Trends

advertisement
Fertility, Families, and Households
Overview—general trends, paradigms, theories
Soc 971
Week 2
Trends and Differentials
Cohabitation
Trends: More than half of first marriages (and more among remarriages) are preceded by
cohabitation. The years 1978 through 1998 showed a fivefold increase in cohabitation; the rate
of increase is currently declining. Nearly 40% of cohabiting couples have children.
(Scholars: Bumpass, Cohan, Manning, Smock)
Differentials: Black and white cohabitors differ in the probability of eventually marrying: blacks
are half as likely as are whites to marry their cohabiting partner. Although cohabiting blacks and
whites are equally likely to report marriage expectations, blacks are significantly less likely to
realize them.
(Scholars: Susan Brown, Manning, Smock)
Marital formation
Trends: ~90% of Americans will eventually marry. People are delaying marriage (median age
at first marriage is rising). The proportion of Americans never marrying and the proportion not
remarrying after marital dissolution are also increasing.
(Scholars: Blau, Raley)
Differentials: Black women are more likely to never marry than are white women. College
educated women are more likely to marry than are women with less than a college education.
Growing wage inequality has made men and women in the bottom SES strata less
“marriageable.”
(Scholars: Lichter, Oppenheimer, Raley, Teachman)
Marital stability
Trends: The divorce rate rose steadily across the 20th century (except for the post WWII period)
and peaked around 1980 at ~50% of first marriages (higher among higher order marriages). Over
the 20th century divorce has replace death as the primary cause of the dissolution of marriages.
The majority of divorcees remarry.
(Scholars: Amato, Booth, Bumpass, Cherlin, Coleman, Furstenberg, Hetherington,
Waite)
Differentials: Until a certain age (~35), the older a person is at first marriage, the less likely the
marriage is to end in divorce. Completing college is associated with lower divorce rates than is
lower educational attainment. Divorced men are more likely to remarry than divorced women
are. Blacks are more likely to divorce than whites and less likely to remarry after divorce.
(Scholars: Gottman)
Fertility
Trends: Compared to the Baby Boom (1946-1964), people have fewer children, have children
later in life, and are more likely to be unmarried when children are born. However, about 25% of
nonmarital births are to cohabiting couples and thus constitute two-parent unmarried families.
Fertility is around replacement level. More couples are electing to have no children. Popenoe
also notes attitudinal changes, such as a remarkable decrease in the stigma associated with
childlessness.
(Scholars: Bongaarts, Lesthaeghe)
Differentials: Black and Hispanic women are far more likely than white women to have children
while unmarried. Women with lower levels of education have children younger than women
with higher levels of education do. In addition, the increase in single motherhood has been
particularly pronounced among less-educated women.
(Scholars: McLanahan, Steve Martin)
Parenting
Trends: From 1960 to 1998, percentage of family households with two parents and child(ren)
under 18 years old decreased from 91% to 73% (88% of these households are both biological
parents). Family composition has been quite stable since 1994. The proportion of single father
households, while still very small, is increasing. Men, particularly college educated, married
men, are becoming more involved fathers. About 50% of children live in a single parent
household at some point before age 18, and it is not simply a transitional phase between first and
second families: the majority will remain in a mother-only family for the rest of their childhood.
The proportion of mothers, especially mothers of very young children, who work in the paid
labor force has increased.
(Scholars: Eggebeen)
Differentials: Single mother households are more common among black and Hispanic women
than among white women, and more common among women with low educational attainment
than among women with high educational attainment. Mothers with high educational attainment
are more likely to work in the paid labor force than are mothers with lower educational
attainment. McLanahan argues that the demographic changes associated with increased
children’s resources (maternal employment and paternal involvement) are happening the fastest
among children in the top SES strata, whereas changes associated with decreases in resourced
(single motherhood and divorce) are happening the fastest in the bottom strata.
(Scholars: Aquilino, Cherlin, McLanahan)
Intergenerational relationships
Trends: Grown children are more likely to return home after having left than in the past. Older
adults more likely to live alone; less likely to live with kin than in the past. Older parents are less
likely to see their adult children on a regular basis.
(Scholars: Aquilino, Goldscheider)
Differentials: The sick and the poor elderly are more likely than other older people to live with
others. Women are more likely to live alone than men are, largely because they are more likely
to be widowed than men (given that women tend to marry men older than themselves, men tend
to die at younger ages than women do, and widowers are more likely to remarry than widows
are). More black and Hispanic older people than white older people live with kin. Geographic
proximity makes a difference—elders who live near kin are more likely to move in with them
than are elders who live far from kin.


**PROBLEM**:
Set down all of the data exactly as it appears.

**MATERIAL TO PROCESS**:
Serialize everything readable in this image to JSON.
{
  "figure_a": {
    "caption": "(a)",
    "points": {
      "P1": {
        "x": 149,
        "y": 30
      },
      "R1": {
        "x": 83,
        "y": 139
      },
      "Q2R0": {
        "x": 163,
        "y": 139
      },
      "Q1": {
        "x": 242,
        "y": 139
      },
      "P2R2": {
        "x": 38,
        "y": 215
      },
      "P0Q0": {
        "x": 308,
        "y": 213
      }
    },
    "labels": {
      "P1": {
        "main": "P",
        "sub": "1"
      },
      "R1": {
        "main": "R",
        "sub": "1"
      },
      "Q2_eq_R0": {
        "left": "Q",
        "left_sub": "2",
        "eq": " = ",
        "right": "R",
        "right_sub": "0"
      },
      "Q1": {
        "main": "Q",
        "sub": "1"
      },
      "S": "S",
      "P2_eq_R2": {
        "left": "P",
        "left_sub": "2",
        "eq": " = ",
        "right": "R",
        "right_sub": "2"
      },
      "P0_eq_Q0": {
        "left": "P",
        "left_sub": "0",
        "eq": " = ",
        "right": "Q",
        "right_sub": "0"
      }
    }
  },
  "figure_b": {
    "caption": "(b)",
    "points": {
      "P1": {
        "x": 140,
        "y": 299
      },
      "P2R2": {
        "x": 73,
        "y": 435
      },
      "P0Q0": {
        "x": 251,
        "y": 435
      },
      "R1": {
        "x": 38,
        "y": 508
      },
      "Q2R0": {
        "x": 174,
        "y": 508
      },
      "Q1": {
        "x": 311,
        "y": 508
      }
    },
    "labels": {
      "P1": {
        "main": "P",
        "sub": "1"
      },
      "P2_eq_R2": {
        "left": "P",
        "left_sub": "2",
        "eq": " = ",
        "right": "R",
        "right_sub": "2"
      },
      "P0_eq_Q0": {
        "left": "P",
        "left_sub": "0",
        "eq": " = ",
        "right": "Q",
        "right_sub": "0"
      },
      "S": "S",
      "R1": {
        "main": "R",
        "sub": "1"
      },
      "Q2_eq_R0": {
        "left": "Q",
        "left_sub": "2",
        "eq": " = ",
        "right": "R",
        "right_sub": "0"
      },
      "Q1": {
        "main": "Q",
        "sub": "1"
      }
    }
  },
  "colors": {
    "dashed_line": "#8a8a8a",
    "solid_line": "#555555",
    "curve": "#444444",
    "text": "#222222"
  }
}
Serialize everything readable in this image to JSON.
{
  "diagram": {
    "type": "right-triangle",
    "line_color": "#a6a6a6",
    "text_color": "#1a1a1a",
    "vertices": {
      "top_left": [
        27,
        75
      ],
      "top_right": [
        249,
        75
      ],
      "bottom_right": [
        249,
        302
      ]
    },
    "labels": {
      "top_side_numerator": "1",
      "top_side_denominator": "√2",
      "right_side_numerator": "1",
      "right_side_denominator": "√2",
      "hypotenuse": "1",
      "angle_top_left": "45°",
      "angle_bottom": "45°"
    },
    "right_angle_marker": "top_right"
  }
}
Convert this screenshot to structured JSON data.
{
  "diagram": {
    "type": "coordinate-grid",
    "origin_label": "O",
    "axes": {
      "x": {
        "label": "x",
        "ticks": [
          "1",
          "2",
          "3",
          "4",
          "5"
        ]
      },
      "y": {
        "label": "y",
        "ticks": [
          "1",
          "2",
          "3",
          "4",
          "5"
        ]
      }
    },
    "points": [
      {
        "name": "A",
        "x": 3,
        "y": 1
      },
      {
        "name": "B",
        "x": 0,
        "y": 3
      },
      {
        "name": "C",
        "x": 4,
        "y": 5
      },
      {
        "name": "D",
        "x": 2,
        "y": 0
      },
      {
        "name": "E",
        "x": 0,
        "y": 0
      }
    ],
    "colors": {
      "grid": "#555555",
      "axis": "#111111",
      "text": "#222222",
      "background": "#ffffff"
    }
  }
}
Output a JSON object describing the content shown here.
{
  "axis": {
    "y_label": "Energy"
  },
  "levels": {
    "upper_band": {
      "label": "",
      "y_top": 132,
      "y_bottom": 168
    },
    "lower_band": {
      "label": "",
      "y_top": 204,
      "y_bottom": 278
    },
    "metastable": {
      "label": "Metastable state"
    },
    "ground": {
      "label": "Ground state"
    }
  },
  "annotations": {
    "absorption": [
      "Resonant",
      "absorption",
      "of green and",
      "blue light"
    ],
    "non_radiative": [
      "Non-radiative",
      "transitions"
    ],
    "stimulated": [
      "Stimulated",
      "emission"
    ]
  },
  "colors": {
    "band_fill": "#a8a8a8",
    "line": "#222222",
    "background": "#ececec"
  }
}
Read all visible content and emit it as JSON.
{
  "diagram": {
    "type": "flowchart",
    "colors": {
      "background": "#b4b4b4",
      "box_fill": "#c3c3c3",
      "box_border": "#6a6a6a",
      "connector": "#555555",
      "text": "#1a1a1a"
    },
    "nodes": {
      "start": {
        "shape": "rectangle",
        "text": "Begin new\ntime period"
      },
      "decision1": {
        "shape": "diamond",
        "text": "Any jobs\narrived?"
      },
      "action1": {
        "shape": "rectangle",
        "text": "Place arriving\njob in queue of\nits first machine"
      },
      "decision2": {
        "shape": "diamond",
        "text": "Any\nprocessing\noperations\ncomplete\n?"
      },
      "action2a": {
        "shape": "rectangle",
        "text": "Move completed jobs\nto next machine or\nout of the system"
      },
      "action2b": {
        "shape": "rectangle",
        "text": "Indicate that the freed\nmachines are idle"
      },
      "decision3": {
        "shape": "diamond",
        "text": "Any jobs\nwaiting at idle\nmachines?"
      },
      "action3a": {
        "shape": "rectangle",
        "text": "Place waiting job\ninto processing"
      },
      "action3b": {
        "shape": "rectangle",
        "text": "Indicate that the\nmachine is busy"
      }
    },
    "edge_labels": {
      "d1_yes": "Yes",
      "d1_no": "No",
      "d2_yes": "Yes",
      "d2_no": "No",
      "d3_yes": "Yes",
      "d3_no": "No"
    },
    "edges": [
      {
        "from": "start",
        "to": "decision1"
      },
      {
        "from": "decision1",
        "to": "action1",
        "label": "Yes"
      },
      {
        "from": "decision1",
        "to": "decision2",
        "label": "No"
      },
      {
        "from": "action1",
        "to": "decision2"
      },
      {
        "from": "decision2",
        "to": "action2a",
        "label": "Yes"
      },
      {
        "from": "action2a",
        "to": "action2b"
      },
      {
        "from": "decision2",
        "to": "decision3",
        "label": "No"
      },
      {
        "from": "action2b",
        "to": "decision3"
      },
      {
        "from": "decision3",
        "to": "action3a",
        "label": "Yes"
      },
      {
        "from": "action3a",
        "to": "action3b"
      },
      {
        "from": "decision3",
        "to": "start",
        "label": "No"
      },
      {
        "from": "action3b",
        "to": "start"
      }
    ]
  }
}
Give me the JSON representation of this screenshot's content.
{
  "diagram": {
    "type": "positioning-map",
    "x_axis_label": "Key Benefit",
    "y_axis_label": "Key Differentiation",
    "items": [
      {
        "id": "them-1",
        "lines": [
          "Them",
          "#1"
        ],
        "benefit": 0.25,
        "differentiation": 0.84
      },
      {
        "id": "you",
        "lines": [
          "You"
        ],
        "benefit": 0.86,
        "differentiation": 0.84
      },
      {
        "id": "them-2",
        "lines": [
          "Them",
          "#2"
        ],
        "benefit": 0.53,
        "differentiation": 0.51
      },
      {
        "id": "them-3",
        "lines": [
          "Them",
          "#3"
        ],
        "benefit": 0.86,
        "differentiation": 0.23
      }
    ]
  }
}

**ANSWER BOX**:
Serialize everything readable in this image to JSON.
{
  "figure_a": {
    "caption": "(a)",
    "points": {
      "P1": {
        "x": 149,
        "y": 30
      },
      "R1": {
        "x": 83,
        "y": 139
      },
      "Q2R0": {
        "x": 163,
        "y": 139
      },
      "Q1": {
        "x": 242,
        "y": 139
      },
      "P2R2": {
        "x": 38,
        "y": 215
      },
      "P0Q0": {
        "x": 308,
        "y": 213
      }
    },
    "labels": {
      "P1": {
        "main": "P",
        "sub": "1"
      },
      "R1": {
        "main": "R",
        "sub": "1"
      },
      "Q2_eq_R0": {
        "left": "Q",
        "left_sub": "2",
        "eq": " = ",
        "right": "R",
        "right_sub": "0"
      },
      "Q1": {
        "main": "Q",
        "sub": "1"
      },
      "S": "S",
      "P2_eq_R2": {
        "left": "P",
        "left_sub": "2",
        "eq": " = ",
        "right": "R",
        "right_sub": "2"
      },
      "P0_eq_Q0": {
        "left": "P",
        "left_sub": "0",
        "eq": " = ",
        "right": "Q",
        "right_sub": "0"
      }
    }
  },
  "figure_b": {
    "caption": "(b)",
    "points": {
      "P1": {
        "x": 140,
        "y": 299
      },
      "P2R2": {
        "x": 73,
        "y": 435
      },
      "P0Q0": {
        "x": 251,
        "y": 435
      },
      "R1": {
        "x": 38,
        "y": 508
      },
      "Q2R0": {
        "x": 174,
        "y": 508
      },
      "Q1": {
        "x": 311,
        "y": 508
      }
    },
    "labels": {
      "P1": {
        "main": "P",
        "sub": "1"
      },
      "P2_eq_R2": {
        "left": "P",
        "left_sub": "2",
        "eq": " = ",
        "right": "R",
        "right_sub": "2"
      },
      "P0_eq_Q0": {
        "left": "P",
        "left_sub": "0",
        "eq": " = ",
        "right": "Q",
        "right_sub": "0"
      },
      "S": "S",
      "R1": {
        "main": "R",
        "sub": "1"
      },
      "Q2_eq_R0": {
        "left": "Q",
        "left_sub": "2",
        "eq": " = ",
        "right": "R",
        "right_sub": "0"
      },
      "Q1": {
        "main": "Q",
        "sub": "1"
      }
    }
  },
  "colors": {
    "dashed_line": "#8a8a8a",
    "solid_line": "#555555",
    "curve": "#444444",
    "text": "#222222"
  }
}
Serialize everything readable in this image to JSON.
{
  "diagram": {
    "type": "right-triangle",
    "line_color": "#a6a6a6",
    "text_color": "#1a1a1a",
    "vertices": {
      "top_left": [
        27,
        75
      ],
      "top_right": [
        249,
        75
      ],
      "bottom_right": [
        249,
        302
      ]
    },
    "labels": {
      "top_side_numerator": "1",
      "top_side_denominator": "√2",
      "right_side_numerator": "1",
      "right_side_denominator": "√2",
      "hypotenuse": "1",
      "angle_top_left": "45°",
      "angle_bottom": "45°"
    },
    "right_angle_marker": "top_right"
  }
}
Convert this screenshot to structured JSON data.
{
  "diagram": {
    "type": "coordinate-grid",
    "origin_label": "O",
    "axes": {
      "x": {
        "label": "x",
        "ticks": [
          "1",
          "2",
          "3",
          "4",
          "5"
        ]
      },
      "y": {
        "label": "y",
        "ticks": [
          "1",
          "2",
          "3",
          "4",
          "5"
        ]
      }
    },
    "points": [
      {
        "name": "A",
        "x": 3,
        "y": 1
      },
      {
        "name": "B",
        "x": 0,
        "y": 3
      },
      {
        "name": "C",
        "x": 4,
        "y": 5
      },
      {
        "name": "D",
        "x": 2,
        "y": 0
      },
      {
        "name": "E",
        "x": 0,
        "y": 0
      }
    ],
    "colors": {
      "grid": "#555555",
      "axis": "#111111",
      "text": "#222222",
      "background": "#ffffff"
    }
  }
}
Output a JSON object describing the content shown here.
{
  "axis": {
    "y_label": "Energy"
  },
  "levels": {
    "upper_band": {
      "label": "",
      "y_top": 132,
      "y_bottom": 168
    },
    "lower_band": {
      "label": "",
      "y_top": 204,
      "y_bottom": 278
    },
    "metastable": {
      "label": "Metastable state"
    },
    "ground": {
      "label": "Ground state"
    }
  },
  "annotations": {
    "absorption": [
      "Resonant",
      "absorption",
      "of green and",
      "blue light"
    ],
    "non_radiative": [
      "Non-radiative",
      "transitions"
    ],
    "stimulated": [
      "Stimulated",
      "emission"
    ]
  },
  "colors": {
    "band_fill": "#a8a8a8",
    "line": "#222222",
    "background": "#ececec"
  }
}
Read all visible content and emit it as JSON.
{
  "diagram": {
    "type": "flowchart",
    "colors": {
      "background": "#b4b4b4",
      "box_fill": "#c3c3c3",
      "box_border": "#6a6a6a",
      "connector": "#555555",
      "text": "#1a1a1a"
    },
    "nodes": {
      "start": {
        "shape": "rectangle",
        "text": "Begin new\ntime period"
      },
      "decision1": {
        "shape": "diamond",
        "text": "Any jobs\narrived?"
      },
      "action1": {
        "shape": "rectangle",
        "text": "Place arriving\njob in queue of\nits first machine"
      },
      "decision2": {
        "shape": "diamond",
        "text": "Any\nprocessing\noperations\ncomplete\n?"
      },
      "action2a": {
        "shape": "rectangle",
        "text": "Move completed jobs\nto next machine or\nout of the system"
      },
      "action2b": {
        "shape": "rectangle",
        "text": "Indicate that the freed\nmachines are idle"
      },
      "decision3": {
        "shape": "diamond",
        "text": "Any jobs\nwaiting at idle\nmachines?"
      },
      "action3a": {
        "shape": "rectangle",
        "text": "Place waiting job\ninto processing"
      },
      "action3b": {
        "shape": "rectangle",
        "text": "Indicate that the\nmachine is busy"
      }
    },
    "edge_labels": {
      "d1_yes": "Yes",
      "d1_no": "No",
      "d2_yes": "Yes",
      "d2_no": "No",
      "d3_yes": "Yes",
      "d3_no": "No"
    },
    "edges": [
      {
        "from": "start",
        "to": "decision1"
      },
      {
        "from": "decision1",
        "to": "action1",
        "label": "Yes"
      },
      {
        "from": "decision1",
        "to": "decision2",
        "label": "No"
      },
      {
        "from": "action1",
        "to": "decision2"
      },
      {
        "from": "decision2",
        "to": "action2a",
        "label": "Yes"
      },
      {
        "from": "action2a",
        "to": "action2b"
      },
      {
        "from": "decision2",
        "to": "decision3",
        "label": "No"
      },
      {
        "from": "action2b",
        "to": "decision3"
      },
      {
        "from": "decision3",
        "to": "action3a",
        "label": "Yes"
      },
      {
        "from": "action3a",
        "to": "action3b"
      },
      {
        "from": "decision3",
        "to": "start",
        "label": "No"
      },
      {
        "from": "action3b",
        "to": "start"
      }
    ]
  }
}
Give me the JSON representation of this screenshot's content.
{
  "diagram": {
    "type": "positioning-map",
    "x_axis_label": "Key Benefit",
    "y_axis_label": "Key Differentiation",
    "items": [
      {
        "id": "them-1",
        "lines": [
          "Them",
          "#1"
        ],
        "benefit": 0.25,
        "differentiation": 0.84
      },
      {
        "id": "you",
        "lines": [
          "You"
        ],
        "benefit": 0.86,
        "differentiation": 0.84
      },
      {
        "id": "them-2",
        "lines": [
          "Them",
          "#2"
        ],
        "benefit": 0.53,
        "differentiation": 0.51
      },
      {
        "id": "them-3",
        "lines": [
          "Them",
          "#3"
        ],
        "benefit": 0.86,
        "differentiation": 0.23
      }
    ]
  }
}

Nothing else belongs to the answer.